Heat Stress-Mediated Oxidative Damage in Male Germ Cells: Potential Protective Effects of L-Citrulline

A narrative review of mostly animal data argues L-citrulline may protect sperm from heat damage via nitric oxide pathways — human evidence is thin

Journal: Frontiers in Endocrinology | Published: 2026-03-20 | Type: Narrative Review | PMID: 41938116 Authors: Qin Yan et al. (Guangzhou Huashang Vocational College; Hangzhou Children's Hospital; Guilin Medical University; Medical Center Hospital of Qionglai City) Funding/COI: Funding not disclosed. Authors declare no commercial or financial conflicts of interest.

Summary

Heat stress damages sperm through a cascade of oxidative injury: mitochondrial dysfunction, reactive oxygen species (ROS) overproduction, lipid peroxidation of the sperm membrane, DNA fragmentation, and apoptosis. This review argues that L-citrulline, a non-essential amino acid and precursor to nitric oxide (NO) via the arginine pathway, can interrupt this cascade through several overlapping mechanisms. The evidence base is largely preclinical — animal husbandry studies and in vitro experiments — and no optimal human dose has been established.

Claims

Study Quality

This is a narrative review, not a systematic review or meta-analysis. No PRISMA methodology, no search strategy reported, no quality assessment of included studies. The authors synthesize experimental and animal data without quantifying the evidence base — they don't report how many studies they reviewed or how they were selected. The institutional affiliations are vocational and regional colleges in China, not established reproductive research centers. Frontiers in Endocrinology operates under an open-access, author-pays model and has a variable peer review reputation.

The review appropriately acknowledges its own central limitation: existing preclinical research uses preventive L-citrulline administration (before heat stress), while clinical need is therapeutic (treating damage that already exists). That is a fundamental translational gap, not a minor caveat.

Red Flags

Strengths

Verdict

This review is a hypothesis-generating paper dressed up as a synthesis. The mechanistic story is plausible and internally consistent, but it is built almost entirely on animal and in vitro data, assembled through an undisclosed selection process, by authors without established reproductive medicine credentials. The finding that L-citrulline improves semen quality in livestock under heat stress is real but not surprising — it joins a long list of antioxidants that work in pigs and then disappoint in human trials. The review earns attention for clearly articulating why human translation is hard (preventive vs. therapeutic timing, species differences, dose unknowns) and for pointing toward the RCTs that need to happen. Read it as a research roadmap, not as evidence of efficacy.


▸ TO DO
Copy out all lines in the data below containing the string "JSON".

■ ■ ■ ■ ■

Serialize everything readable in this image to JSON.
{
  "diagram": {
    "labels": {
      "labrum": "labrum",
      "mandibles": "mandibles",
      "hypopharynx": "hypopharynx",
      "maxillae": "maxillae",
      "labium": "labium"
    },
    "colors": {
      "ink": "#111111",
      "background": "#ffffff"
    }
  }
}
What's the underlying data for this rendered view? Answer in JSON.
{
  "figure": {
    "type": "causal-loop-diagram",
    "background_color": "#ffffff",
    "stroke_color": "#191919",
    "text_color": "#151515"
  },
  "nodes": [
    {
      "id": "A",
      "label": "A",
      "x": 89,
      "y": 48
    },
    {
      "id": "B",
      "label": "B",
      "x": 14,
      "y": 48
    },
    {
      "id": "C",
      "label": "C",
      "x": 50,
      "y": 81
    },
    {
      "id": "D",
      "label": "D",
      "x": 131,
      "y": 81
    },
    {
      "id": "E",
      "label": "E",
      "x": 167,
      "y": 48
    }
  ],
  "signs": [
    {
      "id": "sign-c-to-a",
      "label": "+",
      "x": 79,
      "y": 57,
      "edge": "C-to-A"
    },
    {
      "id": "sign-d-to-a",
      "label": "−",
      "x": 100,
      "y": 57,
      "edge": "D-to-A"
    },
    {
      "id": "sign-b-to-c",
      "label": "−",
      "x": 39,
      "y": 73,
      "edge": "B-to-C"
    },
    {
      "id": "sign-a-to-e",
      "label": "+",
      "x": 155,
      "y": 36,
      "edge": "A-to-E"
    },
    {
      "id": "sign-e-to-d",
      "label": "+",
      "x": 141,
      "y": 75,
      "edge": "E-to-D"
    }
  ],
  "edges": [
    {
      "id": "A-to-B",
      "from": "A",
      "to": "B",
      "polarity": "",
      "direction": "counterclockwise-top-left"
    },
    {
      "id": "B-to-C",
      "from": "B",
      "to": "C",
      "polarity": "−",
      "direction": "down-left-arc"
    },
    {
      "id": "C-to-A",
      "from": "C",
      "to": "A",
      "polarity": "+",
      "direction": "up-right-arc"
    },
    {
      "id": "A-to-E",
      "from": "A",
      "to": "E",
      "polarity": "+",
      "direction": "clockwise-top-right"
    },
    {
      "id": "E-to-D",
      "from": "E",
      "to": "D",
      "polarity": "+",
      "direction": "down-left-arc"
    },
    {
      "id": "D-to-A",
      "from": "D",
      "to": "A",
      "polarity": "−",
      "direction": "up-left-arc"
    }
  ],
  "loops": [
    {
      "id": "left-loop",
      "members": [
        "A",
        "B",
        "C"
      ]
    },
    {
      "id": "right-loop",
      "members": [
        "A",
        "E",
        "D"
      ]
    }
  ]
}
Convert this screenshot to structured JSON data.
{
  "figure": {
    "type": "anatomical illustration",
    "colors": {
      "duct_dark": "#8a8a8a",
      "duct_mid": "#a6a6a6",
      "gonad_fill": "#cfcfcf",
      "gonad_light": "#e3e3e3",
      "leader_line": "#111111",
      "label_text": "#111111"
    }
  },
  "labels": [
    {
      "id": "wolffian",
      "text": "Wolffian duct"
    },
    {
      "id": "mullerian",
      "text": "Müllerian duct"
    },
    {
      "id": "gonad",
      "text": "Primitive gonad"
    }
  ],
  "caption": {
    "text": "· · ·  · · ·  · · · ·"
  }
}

■ ■ ■ ■ ■

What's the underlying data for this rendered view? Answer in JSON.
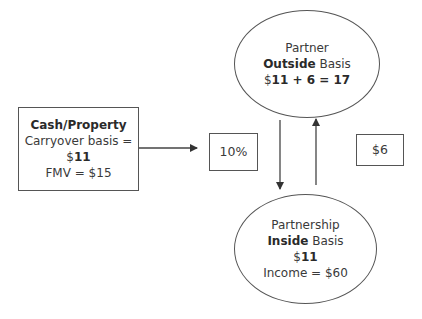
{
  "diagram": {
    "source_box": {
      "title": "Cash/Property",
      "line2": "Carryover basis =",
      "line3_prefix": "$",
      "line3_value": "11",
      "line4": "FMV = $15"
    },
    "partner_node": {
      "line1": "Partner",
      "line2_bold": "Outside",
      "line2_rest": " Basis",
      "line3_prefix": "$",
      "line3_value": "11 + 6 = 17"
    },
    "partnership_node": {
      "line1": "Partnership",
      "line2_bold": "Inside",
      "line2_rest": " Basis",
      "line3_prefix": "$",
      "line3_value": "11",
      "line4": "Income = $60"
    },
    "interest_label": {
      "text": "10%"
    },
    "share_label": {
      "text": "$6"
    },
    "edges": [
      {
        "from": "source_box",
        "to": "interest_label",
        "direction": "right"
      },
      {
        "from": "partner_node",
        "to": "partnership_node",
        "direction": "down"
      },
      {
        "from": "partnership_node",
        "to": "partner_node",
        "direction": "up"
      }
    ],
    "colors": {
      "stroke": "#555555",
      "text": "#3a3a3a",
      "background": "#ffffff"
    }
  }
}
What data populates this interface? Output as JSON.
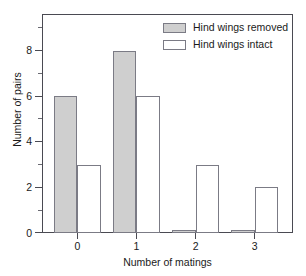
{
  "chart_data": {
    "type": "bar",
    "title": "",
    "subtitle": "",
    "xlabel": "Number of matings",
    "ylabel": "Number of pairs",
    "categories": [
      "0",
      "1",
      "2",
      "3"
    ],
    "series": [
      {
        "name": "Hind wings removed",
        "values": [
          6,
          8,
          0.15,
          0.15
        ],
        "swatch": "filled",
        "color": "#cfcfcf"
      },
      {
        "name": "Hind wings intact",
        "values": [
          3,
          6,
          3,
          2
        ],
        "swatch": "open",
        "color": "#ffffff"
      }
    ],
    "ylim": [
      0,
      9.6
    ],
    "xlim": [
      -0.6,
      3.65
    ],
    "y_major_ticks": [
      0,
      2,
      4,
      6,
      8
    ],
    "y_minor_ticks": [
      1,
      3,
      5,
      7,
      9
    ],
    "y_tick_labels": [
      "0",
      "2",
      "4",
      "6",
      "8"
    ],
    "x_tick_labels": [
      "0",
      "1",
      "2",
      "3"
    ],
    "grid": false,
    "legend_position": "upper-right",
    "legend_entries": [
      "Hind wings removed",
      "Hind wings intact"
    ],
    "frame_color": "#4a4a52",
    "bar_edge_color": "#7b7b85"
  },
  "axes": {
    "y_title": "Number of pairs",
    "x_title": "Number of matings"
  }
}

■ ■ ■ ■ ■

▸ FINISHED EXERCISE
Serialize everything readable in this image to JSON.
What's the underlying data for this rendered view? Answer in JSON.
Convert this screenshot to structured JSON data.
What's the underlying data for this rendered view? Answer in JSON.
What data populates this interface? Output as JSON.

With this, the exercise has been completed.